The records must be returned word for word.

_Material for this task_:

◆ ◆ ◆

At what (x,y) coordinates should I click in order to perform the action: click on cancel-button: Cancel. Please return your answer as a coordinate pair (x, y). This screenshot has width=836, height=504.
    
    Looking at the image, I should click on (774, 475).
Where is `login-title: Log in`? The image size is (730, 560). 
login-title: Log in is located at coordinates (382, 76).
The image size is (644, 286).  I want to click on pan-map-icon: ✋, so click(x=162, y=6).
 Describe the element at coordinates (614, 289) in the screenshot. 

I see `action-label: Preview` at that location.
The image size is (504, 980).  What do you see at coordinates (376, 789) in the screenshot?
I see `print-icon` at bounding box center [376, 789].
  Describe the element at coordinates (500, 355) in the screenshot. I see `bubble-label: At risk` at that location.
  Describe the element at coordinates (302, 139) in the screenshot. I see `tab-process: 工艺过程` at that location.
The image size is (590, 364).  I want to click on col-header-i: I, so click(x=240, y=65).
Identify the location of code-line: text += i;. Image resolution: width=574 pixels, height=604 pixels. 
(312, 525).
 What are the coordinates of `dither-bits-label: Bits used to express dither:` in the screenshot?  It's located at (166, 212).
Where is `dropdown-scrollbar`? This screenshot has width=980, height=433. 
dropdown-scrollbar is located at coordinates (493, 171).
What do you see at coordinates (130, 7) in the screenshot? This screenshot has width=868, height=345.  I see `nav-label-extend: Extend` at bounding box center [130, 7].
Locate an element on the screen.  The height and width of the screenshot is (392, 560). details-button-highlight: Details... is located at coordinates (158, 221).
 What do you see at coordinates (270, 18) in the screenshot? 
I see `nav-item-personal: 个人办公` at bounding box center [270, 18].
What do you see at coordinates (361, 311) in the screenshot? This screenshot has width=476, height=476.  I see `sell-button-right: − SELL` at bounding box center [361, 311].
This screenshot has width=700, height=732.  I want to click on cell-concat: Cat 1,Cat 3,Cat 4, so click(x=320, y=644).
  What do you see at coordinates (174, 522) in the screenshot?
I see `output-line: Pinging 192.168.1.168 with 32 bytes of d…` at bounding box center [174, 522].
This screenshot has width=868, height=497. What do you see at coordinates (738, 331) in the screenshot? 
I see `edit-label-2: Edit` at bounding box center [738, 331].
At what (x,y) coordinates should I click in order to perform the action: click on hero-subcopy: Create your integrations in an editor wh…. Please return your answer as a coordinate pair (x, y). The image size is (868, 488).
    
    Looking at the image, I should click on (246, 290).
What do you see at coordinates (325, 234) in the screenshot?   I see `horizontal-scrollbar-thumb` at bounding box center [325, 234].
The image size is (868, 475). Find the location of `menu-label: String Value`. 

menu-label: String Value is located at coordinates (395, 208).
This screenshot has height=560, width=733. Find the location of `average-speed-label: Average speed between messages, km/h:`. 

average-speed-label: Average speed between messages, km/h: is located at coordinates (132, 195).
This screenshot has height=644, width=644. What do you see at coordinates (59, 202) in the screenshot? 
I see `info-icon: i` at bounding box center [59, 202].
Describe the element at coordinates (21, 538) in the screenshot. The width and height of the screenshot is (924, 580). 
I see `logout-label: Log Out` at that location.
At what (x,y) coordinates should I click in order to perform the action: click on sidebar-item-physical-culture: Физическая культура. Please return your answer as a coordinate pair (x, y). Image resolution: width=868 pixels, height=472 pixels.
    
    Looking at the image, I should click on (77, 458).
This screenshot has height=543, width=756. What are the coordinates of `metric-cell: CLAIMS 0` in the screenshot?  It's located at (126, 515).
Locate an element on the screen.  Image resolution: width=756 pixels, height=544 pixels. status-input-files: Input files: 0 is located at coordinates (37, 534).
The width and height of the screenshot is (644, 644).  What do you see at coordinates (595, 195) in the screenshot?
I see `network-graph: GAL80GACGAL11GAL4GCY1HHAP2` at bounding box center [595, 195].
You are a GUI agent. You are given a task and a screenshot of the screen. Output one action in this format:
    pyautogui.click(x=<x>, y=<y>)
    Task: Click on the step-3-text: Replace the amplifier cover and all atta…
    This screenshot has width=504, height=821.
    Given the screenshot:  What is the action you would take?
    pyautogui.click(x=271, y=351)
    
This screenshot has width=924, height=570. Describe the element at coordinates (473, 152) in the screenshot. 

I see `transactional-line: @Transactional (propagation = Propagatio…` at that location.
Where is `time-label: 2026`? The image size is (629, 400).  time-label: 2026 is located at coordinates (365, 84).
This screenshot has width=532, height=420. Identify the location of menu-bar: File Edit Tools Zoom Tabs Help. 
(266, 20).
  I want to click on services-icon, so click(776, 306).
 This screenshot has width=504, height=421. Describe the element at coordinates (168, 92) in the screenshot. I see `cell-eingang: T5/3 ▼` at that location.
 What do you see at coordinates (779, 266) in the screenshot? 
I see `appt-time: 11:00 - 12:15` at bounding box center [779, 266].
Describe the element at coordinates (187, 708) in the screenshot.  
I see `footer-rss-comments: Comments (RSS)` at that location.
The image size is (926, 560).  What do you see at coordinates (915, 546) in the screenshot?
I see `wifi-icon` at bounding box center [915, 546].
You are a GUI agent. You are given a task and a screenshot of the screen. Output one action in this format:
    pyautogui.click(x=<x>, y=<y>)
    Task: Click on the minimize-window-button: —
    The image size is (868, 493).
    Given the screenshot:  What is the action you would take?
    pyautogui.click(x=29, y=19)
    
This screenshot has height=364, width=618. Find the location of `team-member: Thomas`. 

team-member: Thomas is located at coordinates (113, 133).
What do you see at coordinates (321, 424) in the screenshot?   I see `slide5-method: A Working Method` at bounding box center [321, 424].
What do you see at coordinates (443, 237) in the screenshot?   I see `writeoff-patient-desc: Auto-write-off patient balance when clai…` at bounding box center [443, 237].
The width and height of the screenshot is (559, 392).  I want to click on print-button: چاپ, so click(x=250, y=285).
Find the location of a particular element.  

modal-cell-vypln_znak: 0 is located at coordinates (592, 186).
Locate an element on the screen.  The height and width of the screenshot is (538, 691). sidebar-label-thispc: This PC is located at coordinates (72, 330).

◆ ◆ ◆

_Result below_:
At what (x,y) coordinates should I click in order to perform the action: click on cancel-button: Cancel. Please return your answer as a coordinate pair (x, y). This screenshot has width=836, height=504.
    
    Looking at the image, I should click on (774, 475).
Where is `login-title: Log in`? The image size is (730, 560). 
login-title: Log in is located at coordinates (382, 76).
The image size is (644, 286).  I want to click on pan-map-icon: ✋, so click(x=162, y=6).
 Describe the element at coordinates (614, 289) in the screenshot. 

I see `action-label: Preview` at that location.
The image size is (504, 980).  What do you see at coordinates (376, 789) in the screenshot?
I see `print-icon` at bounding box center [376, 789].
  Describe the element at coordinates (500, 355) in the screenshot. I see `bubble-label: At risk` at that location.
  Describe the element at coordinates (302, 139) in the screenshot. I see `tab-process: 工艺过程` at that location.
The image size is (590, 364).  I want to click on col-header-i: I, so click(x=240, y=65).
Identify the location of code-line: text += i;. Image resolution: width=574 pixels, height=604 pixels. 
(312, 525).
 What are the coordinates of `dither-bits-label: Bits used to express dither:` in the screenshot?  It's located at (166, 212).
Where is `dropdown-scrollbar`? This screenshot has width=980, height=433. 
dropdown-scrollbar is located at coordinates (493, 171).
What do you see at coordinates (130, 7) in the screenshot? This screenshot has width=868, height=345.  I see `nav-label-extend: Extend` at bounding box center [130, 7].
Locate an element on the screen.  The height and width of the screenshot is (392, 560). details-button-highlight: Details... is located at coordinates (158, 221).
 What do you see at coordinates (270, 18) in the screenshot? 
I see `nav-item-personal: 个人办公` at bounding box center [270, 18].
What do you see at coordinates (361, 311) in the screenshot? This screenshot has width=476, height=476.  I see `sell-button-right: − SELL` at bounding box center [361, 311].
This screenshot has width=700, height=732.  I want to click on cell-concat: Cat 1,Cat 3,Cat 4, so click(x=320, y=644).
  What do you see at coordinates (174, 522) in the screenshot?
I see `output-line: Pinging 192.168.1.168 with 32 bytes of d…` at bounding box center [174, 522].
This screenshot has width=868, height=497. What do you see at coordinates (738, 331) in the screenshot? 
I see `edit-label-2: Edit` at bounding box center [738, 331].
At what (x,y) coordinates should I click in order to perform the action: click on hero-subcopy: Create your integrations in an editor wh…. Please return your answer as a coordinate pair (x, y). The image size is (868, 488).
    
    Looking at the image, I should click on (246, 290).
What do you see at coordinates (325, 234) in the screenshot?   I see `horizontal-scrollbar-thumb` at bounding box center [325, 234].
The image size is (868, 475). Find the location of `menu-label: String Value`. 

menu-label: String Value is located at coordinates (395, 208).
This screenshot has height=560, width=733. Find the location of `average-speed-label: Average speed between messages, km/h:`. 

average-speed-label: Average speed between messages, km/h: is located at coordinates (132, 195).
This screenshot has height=644, width=644. What do you see at coordinates (59, 202) in the screenshot? 
I see `info-icon: i` at bounding box center [59, 202].
Describe the element at coordinates (21, 538) in the screenshot. The width and height of the screenshot is (924, 580). 
I see `logout-label: Log Out` at that location.
At what (x,y) coordinates should I click in order to perform the action: click on sidebar-item-physical-culture: Физическая культура. Please return your answer as a coordinate pair (x, y). Image resolution: width=868 pixels, height=472 pixels.
    
    Looking at the image, I should click on (77, 458).
This screenshot has height=543, width=756. What are the coordinates of `metric-cell: CLAIMS 0` in the screenshot?  It's located at (126, 515).
Locate an element on the screen.  Image resolution: width=756 pixels, height=544 pixels. status-input-files: Input files: 0 is located at coordinates (37, 534).
The width and height of the screenshot is (644, 644).  What do you see at coordinates (595, 195) in the screenshot?
I see `network-graph: GAL80GACGAL11GAL4GCY1HHAP2` at bounding box center [595, 195].
You are a GUI agent. You are given a task and a screenshot of the screen. Output one action in this format:
    pyautogui.click(x=<x>, y=<y>)
    Task: Click on the step-3-text: Replace the amplifier cover and all atta…
    This screenshot has width=504, height=821.
    Given the screenshot:  What is the action you would take?
    pyautogui.click(x=271, y=351)
    
This screenshot has width=924, height=570. Describe the element at coordinates (473, 152) in the screenshot. 

I see `transactional-line: @Transactional (propagation = Propagatio…` at that location.
Where is `time-label: 2026`? The image size is (629, 400).  time-label: 2026 is located at coordinates (365, 84).
This screenshot has width=532, height=420. Identify the location of menu-bar: File Edit Tools Zoom Tabs Help. 
(266, 20).
  I want to click on services-icon, so click(776, 306).
 This screenshot has width=504, height=421. Describe the element at coordinates (168, 92) in the screenshot. I see `cell-eingang: T5/3 ▼` at that location.
 What do you see at coordinates (779, 266) in the screenshot? 
I see `appt-time: 11:00 - 12:15` at bounding box center [779, 266].
Describe the element at coordinates (187, 708) in the screenshot.  
I see `footer-rss-comments: Comments (RSS)` at that location.
The image size is (926, 560).  What do you see at coordinates (915, 546) in the screenshot?
I see `wifi-icon` at bounding box center [915, 546].
You are a GUI agent. You are given a task and a screenshot of the screen. Output one action in this format:
    pyautogui.click(x=<x>, y=<y>)
    Task: Click on the minimize-window-button: —
    The image size is (868, 493).
    Given the screenshot:  What is the action you would take?
    pyautogui.click(x=29, y=19)
    
This screenshot has height=364, width=618. Find the location of `team-member: Thomas`. 

team-member: Thomas is located at coordinates (113, 133).
What do you see at coordinates (321, 424) in the screenshot?   I see `slide5-method: A Working Method` at bounding box center [321, 424].
What do you see at coordinates (443, 237) in the screenshot?   I see `writeoff-patient-desc: Auto-write-off patient balance when clai…` at bounding box center [443, 237].
The width and height of the screenshot is (559, 392).  I want to click on print-button: چاپ, so click(x=250, y=285).
Find the location of a particular element.  

modal-cell-vypln_znak: 0 is located at coordinates (592, 186).
Locate an element on the screen.  The height and width of the screenshot is (538, 691). sidebar-label-thispc: This PC is located at coordinates (72, 330).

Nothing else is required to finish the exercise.